After setting out to develop a Driver-style city—one haunted by cops brandishing speeding tickets – Illusion had the restraint to use its open world as an elaborate backdrop for storytelling, rather than rinse it for shallow distractions. But Mafia’s slow burn, its greatest source of strength, often proved divisive among players raised in Liberty City. GTA’s world never slept, so why should Mafia players have to do chores to get to the action? Eurogamer dubbed Mafia II “a hell of boredom”, and analysts speculated that its several-year development costs wouldn’t be recouped.

Whacked

(Image credit: 2K Games)

Once the sequel launched, Illusion seemed to waver in its own long-held convictions. Mafia II’s DLC jettisoned careful plotting in favour of point-chasing car chases and shootouts—asking players to clear the map of mission icons, GTA style. If these experiments reflected a studio in philosophical turmoil, however, those questions were never resolved.

After three years of false starts on Mafia III, publisher 2K lost patience, relocating the project to the US. Illusion was effectively killed in the process. While some staff relocated, others were laid off, and the Brno office was reduced to a support function it still retains—albeit under the banner of new Mafia III developer Hangar 13.

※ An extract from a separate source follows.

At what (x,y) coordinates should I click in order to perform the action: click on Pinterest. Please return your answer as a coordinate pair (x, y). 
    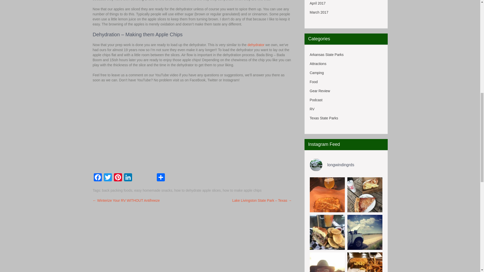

If there’s any consolation, it’s to be found in the knowledge that Illusion staff remain near the heart of Mafia. It was Hangar 13’s veteran Czech contingent that pitched Mafia: Definitive Edition, a sumptuous remake of the original game that holds true to its story and spirit, while showing off tech first built in Brno. Like its very first gangster protagonist, Illusion wasn’t allowed to get out alive—but it was granted a legacy.